On Wednesday, March 6th, 2024 at 1:55 PM, Henry Bent <henry.r.bent@gmail.com> wrote:
On Wednesday, March 6th, 2024 at 1:16 PM, Henry Bent <henry.r.bent@gmail.com> wrote:
> Hello all,
>
> I have a distribution of SVR2 on the PDP-11 that I have managed to get booting into the initial root dump, but it is not clear to me how to proceed from there to format a /usr filesystem and setup for multi-user.
>
> ...
>
> I haven't managed to find any installation manuals or the like on Bitsavers, and I can't even manage to find a listing in the source of the expected disk partitions/sizes. I feel very much like I am stumbling in the dark here and would appreciate any pointers to how to proceed.
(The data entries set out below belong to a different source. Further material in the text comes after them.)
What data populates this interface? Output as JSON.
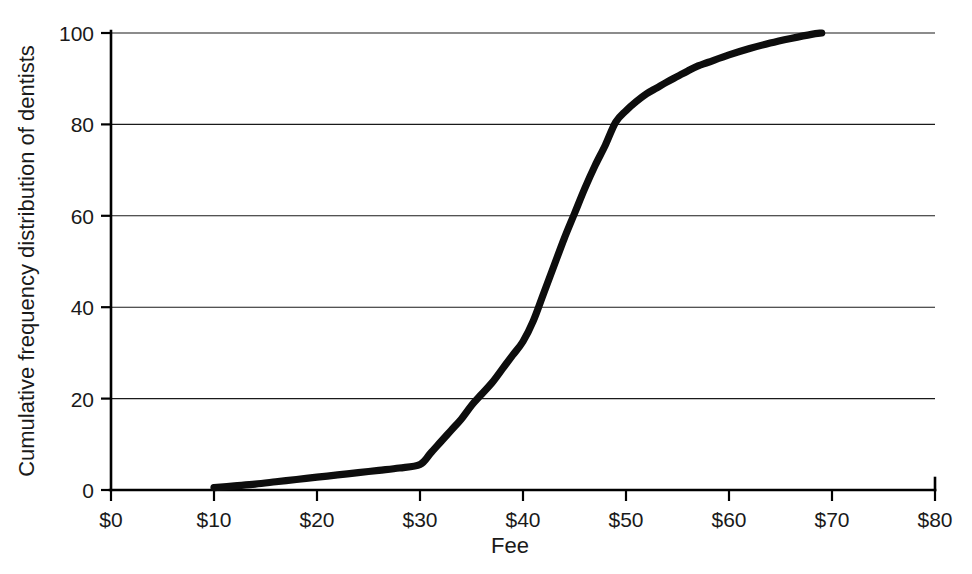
{
  "figure": {
    "title": "",
    "background_color": "#ffffff",
    "ink_color": "#0d0d0d"
  },
  "axes": {
    "x_title": "Fee",
    "y_title": "Cumulative frequency distribution of dentists",
    "x_ticks": [
      "$0",
      "$10",
      "$20",
      "$30",
      "$40",
      "$50",
      "$60",
      "$70",
      "$80"
    ],
    "y_ticks": [
      "0",
      "20",
      "40",
      "60",
      "80",
      "100"
    ]
  },
  "chart_data": {
    "type": "line",
    "title": "",
    "subtitle": "",
    "xlabel": "Fee",
    "ylabel": "Cumulative frequency distribution of dentists",
    "xlim": [
      0,
      80
    ],
    "ylim": [
      0,
      100
    ],
    "xtick_values": [
      0,
      10,
      20,
      30,
      40,
      50,
      60,
      70,
      80
    ],
    "xtick_labels": [
      "$0",
      "$10",
      "$20",
      "$30",
      "$40",
      "$50",
      "$60",
      "$70",
      "$80"
    ],
    "ytick_values": [
      0,
      20,
      40,
      60,
      80,
      100
    ],
    "ytick_labels": [
      "0",
      "20",
      "40",
      "60",
      "80",
      "100"
    ],
    "grid": "horizontal",
    "legend": "none",
    "series": [
      {
        "name": "Cumulative frequency distribution of dentists",
        "color": "#0d0d0d",
        "line_width": 7,
        "x": [
          10,
          12,
          14,
          16,
          18,
          20,
          22,
          24,
          26,
          28,
          30,
          31,
          32,
          33,
          34,
          35,
          36,
          37,
          38,
          39,
          40,
          41,
          42,
          43,
          44,
          45,
          46,
          47,
          48,
          49,
          50,
          51,
          52,
          53,
          54,
          55,
          56,
          57,
          58,
          60,
          62,
          64,
          66,
          68,
          69
        ],
        "y": [
          0.5,
          0.9,
          1.3,
          1.8,
          2.3,
          2.8,
          3.3,
          3.8,
          4.3,
          4.8,
          5.6,
          8.0,
          10.5,
          13.0,
          15.5,
          18.5,
          21.0,
          23.5,
          26.5,
          29.5,
          32.5,
          37.0,
          43.0,
          49.0,
          55.0,
          60.5,
          66.0,
          71.0,
          75.5,
          80.5,
          83.0,
          85.0,
          86.7,
          88.0,
          89.3,
          90.5,
          91.7,
          92.8,
          93.6,
          95.2,
          96.6,
          97.8,
          98.8,
          99.7,
          100.0
        ]
      }
    ]
  },
  "geometry": {
    "plot_left": 111,
    "plot_right": 935,
    "plot_top": 33,
    "plot_bottom": 490
  }
}
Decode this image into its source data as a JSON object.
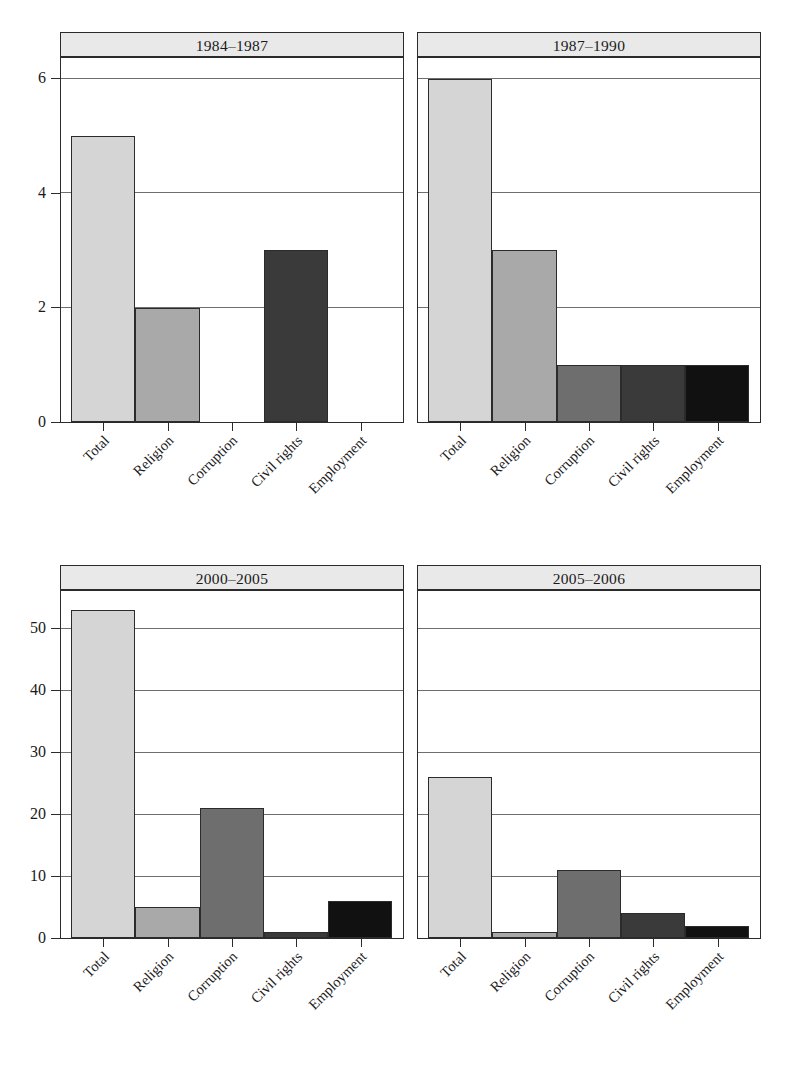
{
  "chart_data": {
    "type": "bar",
    "title": "",
    "xlabel": "",
    "ylabel": "",
    "grid": true,
    "legend": "none",
    "layout": "2x2 small multiples (trellis / faceted bar panels)",
    "categories": [
      "Total",
      "Religion",
      "Corruption",
      "Civil rights",
      "Employment"
    ],
    "bar_colors": [
      "#d5d5d5",
      "#a9a9a9",
      "#6e6e6e",
      "#3a3a3a",
      "#111111"
    ],
    "panels": [
      {
        "label": "1984–1987",
        "values": [
          5,
          2,
          0,
          3,
          0
        ],
        "ylim": [
          0,
          6.35
        ],
        "yticks": [
          0,
          2,
          4,
          6
        ],
        "ytick_labels": [
          "0",
          "2",
          "4",
          "6"
        ]
      },
      {
        "label": "1987–1990",
        "values": [
          6,
          3,
          1,
          1,
          1
        ],
        "ylim": [
          0,
          6.35
        ],
        "yticks": [
          0,
          2,
          4,
          6
        ],
        "ytick_labels": [
          "0",
          "2",
          "4",
          "6"
        ]
      },
      {
        "label": "2000–2005",
        "values": [
          53,
          5,
          21,
          1,
          6
        ],
        "ylim": [
          0,
          56
        ],
        "yticks": [
          0,
          10,
          20,
          30,
          40,
          50
        ],
        "ytick_labels": [
          "0",
          "10",
          "20",
          "30",
          "40",
          "50"
        ]
      },
      {
        "label": "2005–2006",
        "values": [
          26,
          1,
          11,
          4,
          2
        ],
        "ylim": [
          0,
          56
        ],
        "yticks": [
          0,
          10,
          20,
          30,
          40,
          50
        ],
        "ytick_labels": [
          "0",
          "10",
          "20",
          "30",
          "40",
          "50"
        ]
      }
    ]
  },
  "panel_titles": {
    "p0": "1984–1987",
    "p1": "1987–1990",
    "p2": "2000–2005",
    "p3": "2005–2006"
  }
}
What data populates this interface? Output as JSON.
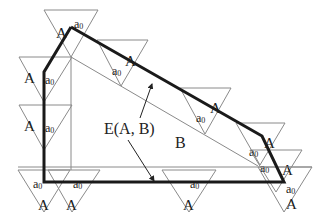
{
  "diagram": {
    "colors": {
      "thick_edge": "#1a1a1a",
      "thin_line": "#8a8a8a",
      "background": "#ffffff"
    },
    "labels": {
      "region": "B",
      "edge_set": "E(A, B)",
      "triangle": "A",
      "ref_point": "a",
      "ref_subscript": "0"
    },
    "polygon_B": [
      [
        71,
        27
      ],
      [
        44,
        72
      ],
      [
        44,
        182
      ],
      [
        284,
        182
      ],
      [
        262,
        136
      ],
      [
        71,
        27
      ]
    ],
    "triangles": [
      {
        "top_left": [
          44,
          10
        ],
        "top_right": [
          98,
          10
        ],
        "apex": [
          71,
          57
        ],
        "A_pos": [
          56,
          28
        ],
        "a_pos": [
          74,
          20
        ]
      },
      {
        "top_left": [
          19,
          57
        ],
        "top_right": [
          72,
          57
        ],
        "apex": [
          44,
          102
        ],
        "A_pos": [
          24,
          73
        ],
        "a_pos": [
          45,
          76
        ]
      },
      {
        "top_left": [
          19,
          105
        ],
        "top_right": [
          72,
          105
        ],
        "apex": [
          44,
          150
        ],
        "A_pos": [
          24,
          121
        ],
        "a_pos": [
          45,
          124
        ]
      },
      {
        "top_left": [
          18,
          170
        ],
        "top_right": [
          70,
          170
        ],
        "apex": [
          44,
          212
        ],
        "A_pos": [
          38,
          200
        ],
        "a_pos": [
          33,
          180
        ]
      },
      {
        "top_left": [
          48,
          170
        ],
        "top_right": [
          100,
          170
        ],
        "apex": [
          72,
          212
        ],
        "A_pos": [
          66,
          200
        ],
        "a_pos": [
          73,
          180
        ]
      },
      {
        "top_left": [
          162,
          170
        ],
        "top_right": [
          216,
          170
        ],
        "apex": [
          189,
          212
        ],
        "A_pos": [
          183,
          200
        ],
        "a_pos": [
          190,
          180
        ]
      },
      {
        "top_left": [
          97,
          40
        ],
        "top_right": [
          148,
          40
        ],
        "apex": [
          121,
          86
        ],
        "A_pos": [
          125,
          56
        ],
        "a_pos": [
          112,
          67
        ]
      },
      {
        "top_left": [
          180,
          88
        ],
        "top_right": [
          231,
          88
        ],
        "apex": [
          205,
          134
        ],
        "A_pos": [
          210,
          103
        ],
        "a_pos": [
          196,
          114
        ]
      },
      {
        "top_left": [
          236,
          123
        ],
        "top_right": [
          285,
          123
        ],
        "apex": [
          260,
          165
        ],
        "A_pos": [
          264,
          138
        ],
        "a_pos": [
          249,
          148
        ]
      },
      {
        "top_left": [
          250,
          150
        ],
        "top_right": [
          302,
          150
        ],
        "apex": [
          276,
          192
        ],
        "A_pos": [
          282,
          165
        ],
        "a_pos": [
          260,
          164
        ]
      },
      {
        "top_left": [
          258,
          167
        ],
        "top_right": [
          312,
          167
        ],
        "apex": [
          284,
          212
        ],
        "A_pos": [
          286,
          199
        ],
        "a_pos": [
          286,
          185
        ]
      }
    ],
    "thin_lines": [
      {
        "from": [
          71,
          57
        ],
        "to": [
          71,
          170
        ]
      },
      {
        "from": [
          71,
          57
        ],
        "to": [
          258,
          166
        ]
      },
      {
        "from": [
          18,
          167
        ],
        "to": [
          312,
          167
        ]
      }
    ],
    "leaders": [
      {
        "from": [
          140,
          118
        ],
        "to": [
          152,
          84
        ]
      },
      {
        "from": [
          128,
          140
        ],
        "to": [
          154,
          181
        ]
      }
    ],
    "label_positions": {
      "edge_set": [
        104,
        134
      ],
      "region": [
        175,
        148
      ]
    }
  }
}
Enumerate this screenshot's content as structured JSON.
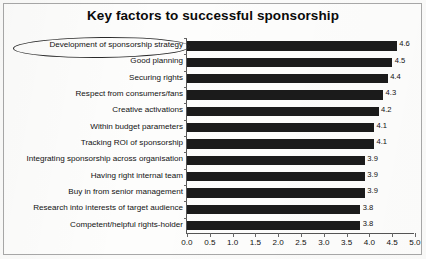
{
  "chart_data": {
    "type": "bar",
    "orientation": "horizontal",
    "title": "Key factors to successful sponsorship",
    "xlabel": "",
    "ylabel": "",
    "xlim": [
      0.0,
      5.0
    ],
    "xticks": [
      "0.0",
      "0.5",
      "1.0",
      "1.5",
      "2.0",
      "2.5",
      "3.0",
      "3.5",
      "4.0",
      "4.5",
      "5.0"
    ],
    "grid": false,
    "legend": false,
    "bar_color": "#1b1b1b",
    "categories": [
      "Development of sponsorship strategy",
      "Good planning",
      "Securing rights",
      "Respect from consumers/fans",
      "Creative activations",
      "Within budget parameters",
      "Tracking ROI of sponsorship",
      "Integrating sponsorship across organisation",
      "Having right internal team",
      "Buy in from senior management",
      "Research into interests of target audience",
      "Competent/helpful rights-holder"
    ],
    "values": [
      4.6,
      4.5,
      4.4,
      4.3,
      4.2,
      4.1,
      4.1,
      3.9,
      3.9,
      3.9,
      3.8,
      3.8
    ],
    "value_labels": [
      "4.6",
      "4.5",
      "4.4",
      "4.3",
      "4.2",
      "4.1",
      "4.1",
      "3.9",
      "3.9",
      "3.9",
      "3.8",
      "3.8"
    ],
    "annotations": [
      {
        "type": "ellipse",
        "target": "Development of sponsorship strategy",
        "name": "highlight-ellipse"
      }
    ]
  }
}
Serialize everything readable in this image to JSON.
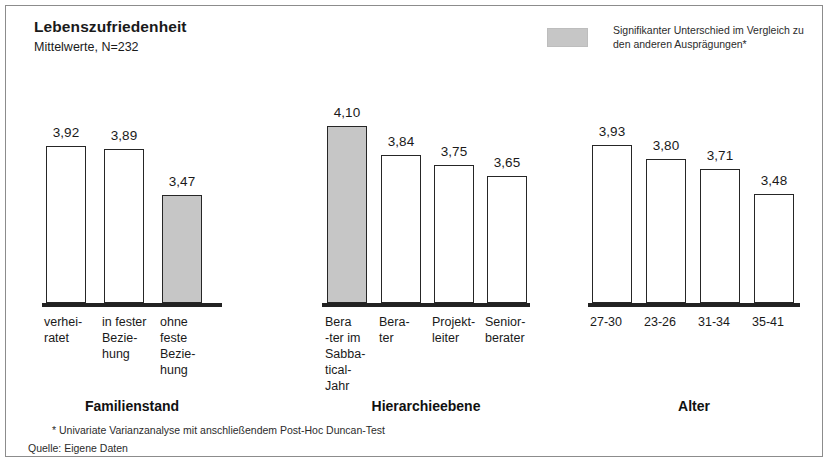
{
  "header": {
    "title": "Lebenszufriedenheit",
    "subtitle": "Mittelwerte, N=232"
  },
  "legend": {
    "swatch_color": "#c6c6c6",
    "text": "Signifikanter Unterschied im Vergleich zu den anderen Ausprägungen*"
  },
  "footer": {
    "footnote": "* Univariate Varianzanalyse mit anschließendem Post-Hoc Duncan-Test",
    "source": "Quelle:  Eigene Daten"
  },
  "chart_data": {
    "type": "bar",
    "title": "Lebenszufriedenheit",
    "subtitle": "Mittelwerte, N=232",
    "xlabel": "",
    "ylabel": "Mittelwert",
    "ylim": [
      3.2,
      4.2
    ],
    "grid": false,
    "axis_visible": false,
    "baseline_truncated": true,
    "legend_position": "top-right",
    "decimal_separator": ",",
    "groups": [
      {
        "name": "Familienstand",
        "categories": [
          "verhei-\nratet",
          "in fester\nBezie-\nhung",
          "ohne\nfeste\nBezie-\nhung"
        ],
        "values": [
          3.92,
          3.89,
          3.47
        ],
        "labels": [
          "3,92",
          "3,89",
          "3,47"
        ],
        "highlight": [
          false,
          false,
          true
        ]
      },
      {
        "name": "Hierarchieebene",
        "categories": [
          "Bera\n-ter im\nSabba-\ntical-\nJahr",
          "Bera-\nter",
          "Projekt-\nleiter",
          "Senior-\nberater"
        ],
        "values": [
          4.1,
          3.84,
          3.75,
          3.65
        ],
        "labels": [
          "4,10",
          "3,84",
          "3,75",
          "3,65"
        ],
        "highlight": [
          true,
          false,
          false,
          false
        ]
      },
      {
        "name": "Alter",
        "categories": [
          "27-30",
          "23-26",
          "31-34",
          "35-41"
        ],
        "values": [
          3.93,
          3.8,
          3.71,
          3.48
        ],
        "labels": [
          "3,93",
          "3,80",
          "3,71",
          "3,48"
        ],
        "highlight": [
          false,
          false,
          false,
          false
        ]
      }
    ]
  },
  "layout": {
    "baseline_y": 303,
    "px_per_unit": 110,
    "value_zero_y": 577,
    "bar_width": 40,
    "groups_geometry": [
      {
        "left": 42,
        "width": 180,
        "bar_x": [
          46,
          104,
          162
        ],
        "title_center": 132,
        "title_y": 398,
        "label_y": 314
      },
      {
        "left": 322,
        "width": 208,
        "bar_x": [
          327,
          381,
          434,
          487
        ],
        "title_center": 426,
        "title_y": 398,
        "label_y": 314
      },
      {
        "left": 588,
        "width": 212,
        "bar_x": [
          592,
          646,
          700,
          754
        ],
        "title_center": 694,
        "title_y": 398,
        "label_y": 314
      }
    ]
  }
}
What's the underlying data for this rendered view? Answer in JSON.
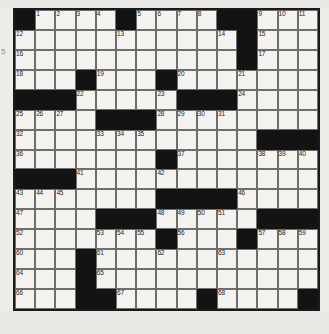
{
  "puzzle": {
    "title": "crossword-grid",
    "rows": 15,
    "cols": 15,
    "colors": {
      "block": "#131313",
      "cell": "#f4f3f0",
      "border": "#6e6e6c",
      "page_background": "#edece9",
      "number_text": "#1b1b1b"
    },
    "margin_mark": "5",
    "blocks": [
      [
        0,
        0
      ],
      [
        0,
        5
      ],
      [
        0,
        10
      ],
      [
        0,
        11
      ],
      [
        1,
        11
      ],
      [
        2,
        11
      ],
      [
        3,
        3
      ],
      [
        3,
        7
      ],
      [
        4,
        0
      ],
      [
        4,
        1
      ],
      [
        4,
        2
      ],
      [
        4,
        8
      ],
      [
        4,
        9
      ],
      [
        4,
        10
      ],
      [
        5,
        4
      ],
      [
        5,
        5
      ],
      [
        5,
        6
      ],
      [
        6,
        12
      ],
      [
        6,
        13
      ],
      [
        6,
        14
      ],
      [
        7,
        7
      ],
      [
        8,
        0
      ],
      [
        8,
        1
      ],
      [
        8,
        2
      ],
      [
        9,
        7
      ],
      [
        9,
        8
      ],
      [
        9,
        9
      ],
      [
        9,
        10
      ],
      [
        10,
        4
      ],
      [
        10,
        5
      ],
      [
        10,
        6
      ],
      [
        10,
        12
      ],
      [
        10,
        13
      ],
      [
        10,
        14
      ],
      [
        11,
        7
      ],
      [
        11,
        11
      ],
      [
        12,
        3
      ],
      [
        13,
        3
      ],
      [
        14,
        3
      ],
      [
        14,
        4
      ],
      [
        14,
        9
      ],
      [
        14,
        14
      ]
    ],
    "numbers": [
      {
        "r": 0,
        "c": 1,
        "n": "1"
      },
      {
        "r": 0,
        "c": 2,
        "n": "2"
      },
      {
        "r": 0,
        "c": 3,
        "n": "3"
      },
      {
        "r": 0,
        "c": 4,
        "n": "4"
      },
      {
        "r": 0,
        "c": 6,
        "n": "5"
      },
      {
        "r": 0,
        "c": 7,
        "n": "6"
      },
      {
        "r": 0,
        "c": 8,
        "n": "7"
      },
      {
        "r": 0,
        "c": 9,
        "n": "8"
      },
      {
        "r": 0,
        "c": 12,
        "n": "9"
      },
      {
        "r": 0,
        "c": 13,
        "n": "10"
      },
      {
        "r": 0,
        "c": 14,
        "n": "11"
      },
      {
        "r": 1,
        "c": 0,
        "n": "12"
      },
      {
        "r": 1,
        "c": 5,
        "n": "13"
      },
      {
        "r": 1,
        "c": 10,
        "n": "14"
      },
      {
        "r": 1,
        "c": 12,
        "n": "15"
      },
      {
        "r": 2,
        "c": 0,
        "n": "16"
      },
      {
        "r": 2,
        "c": 12,
        "n": "17"
      },
      {
        "r": 3,
        "c": 0,
        "n": "18"
      },
      {
        "r": 3,
        "c": 4,
        "n": "19"
      },
      {
        "r": 3,
        "c": 8,
        "n": "20"
      },
      {
        "r": 3,
        "c": 11,
        "n": "21"
      },
      {
        "r": 4,
        "c": 3,
        "n": "22"
      },
      {
        "r": 4,
        "c": 7,
        "n": "23"
      },
      {
        "r": 4,
        "c": 11,
        "n": "24"
      },
      {
        "r": 5,
        "c": 0,
        "n": "25"
      },
      {
        "r": 5,
        "c": 1,
        "n": "26"
      },
      {
        "r": 5,
        "c": 2,
        "n": "27"
      },
      {
        "r": 5,
        "c": 7,
        "n": "28"
      },
      {
        "r": 5,
        "c": 8,
        "n": "29"
      },
      {
        "r": 5,
        "c": 9,
        "n": "30"
      },
      {
        "r": 5,
        "c": 10,
        "n": "31"
      },
      {
        "r": 6,
        "c": 0,
        "n": "32"
      },
      {
        "r": 6,
        "c": 4,
        "n": "33"
      },
      {
        "r": 6,
        "c": 5,
        "n": "34"
      },
      {
        "r": 6,
        "c": 6,
        "n": "35"
      },
      {
        "r": 7,
        "c": 0,
        "n": "36"
      },
      {
        "r": 7,
        "c": 8,
        "n": "37"
      },
      {
        "r": 7,
        "c": 12,
        "n": "38"
      },
      {
        "r": 7,
        "c": 13,
        "n": "39"
      },
      {
        "r": 7,
        "c": 14,
        "n": "40"
      },
      {
        "r": 8,
        "c": 3,
        "n": "41"
      },
      {
        "r": 8,
        "c": 7,
        "n": "42"
      },
      {
        "r": 9,
        "c": 0,
        "n": "43"
      },
      {
        "r": 9,
        "c": 1,
        "n": "44"
      },
      {
        "r": 9,
        "c": 2,
        "n": "45"
      },
      {
        "r": 9,
        "c": 11,
        "n": "46"
      },
      {
        "r": 10,
        "c": 0,
        "n": "47"
      },
      {
        "r": 10,
        "c": 7,
        "n": "48"
      },
      {
        "r": 10,
        "c": 8,
        "n": "49"
      },
      {
        "r": 10,
        "c": 9,
        "n": "50"
      },
      {
        "r": 10,
        "c": 10,
        "n": "51"
      },
      {
        "r": 11,
        "c": 0,
        "n": "52"
      },
      {
        "r": 11,
        "c": 4,
        "n": "53"
      },
      {
        "r": 11,
        "c": 5,
        "n": "54"
      },
      {
        "r": 11,
        "c": 6,
        "n": "55"
      },
      {
        "r": 11,
        "c": 8,
        "n": "56"
      },
      {
        "r": 11,
        "c": 12,
        "n": "57"
      },
      {
        "r": 11,
        "c": 13,
        "n": "58"
      },
      {
        "r": 11,
        "c": 14,
        "n": "59"
      },
      {
        "r": 12,
        "c": 0,
        "n": "60"
      },
      {
        "r": 12,
        "c": 4,
        "n": "61"
      },
      {
        "r": 12,
        "c": 7,
        "n": "62"
      },
      {
        "r": 12,
        "c": 10,
        "n": "63"
      },
      {
        "r": 13,
        "c": 0,
        "n": "64"
      },
      {
        "r": 13,
        "c": 4,
        "n": "65"
      },
      {
        "r": 14,
        "c": 0,
        "n": "66"
      },
      {
        "r": 14,
        "c": 5,
        "n": "67"
      },
      {
        "r": 14,
        "c": 10,
        "n": "68"
      }
    ]
  }
}
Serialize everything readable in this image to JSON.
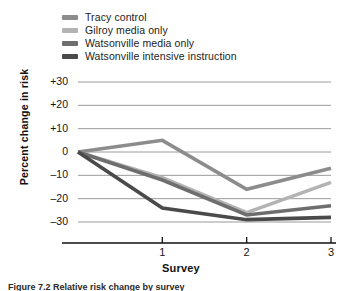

Thanks!
>
> -Henry
First off I didn't know SVR2 made it to the PDP-11, I thought they cut it off after the initial System V release, is what you have AT&T or some derivative version?
Second, this is the setup instructions for DEC processors for the initial release of System V which included the PDP-11/70: https://archive.org/details/unix-system-administrators-guide-5-0/04%20Setting%20Up%20The%20UNIX%20System%20%28DEC%29/
Additionally, here is the Operator's Guide which details bootstrapping the system among other things: https://archive.org/details/unix-system-operators-guide-release-5-0/mode/2up
While not SVR2, hopefully the differences are minimal enough that you can use those. Good luck!
Also regarding finding more documentation, sadly AT&T stripped out the /usr/doc materials with System V, so these critical pieces of documentation actually can't be found in a typical system distribution, rather, you had to get the paper copies. I'm not aware of any discovery of TROFF sources for any of this stuff past System III, I do have it on my long-term list to eventually synthesize copies of said documents from available scans so they can be more easily diff'd, but my current focus is much, much earlier.
Thank you, this is a wonderful starting point. I often forget that sometimes
archive.org will have documentation that is not duplicated in other sources, so this is a welcome reminder. I'll read through all of this and report back.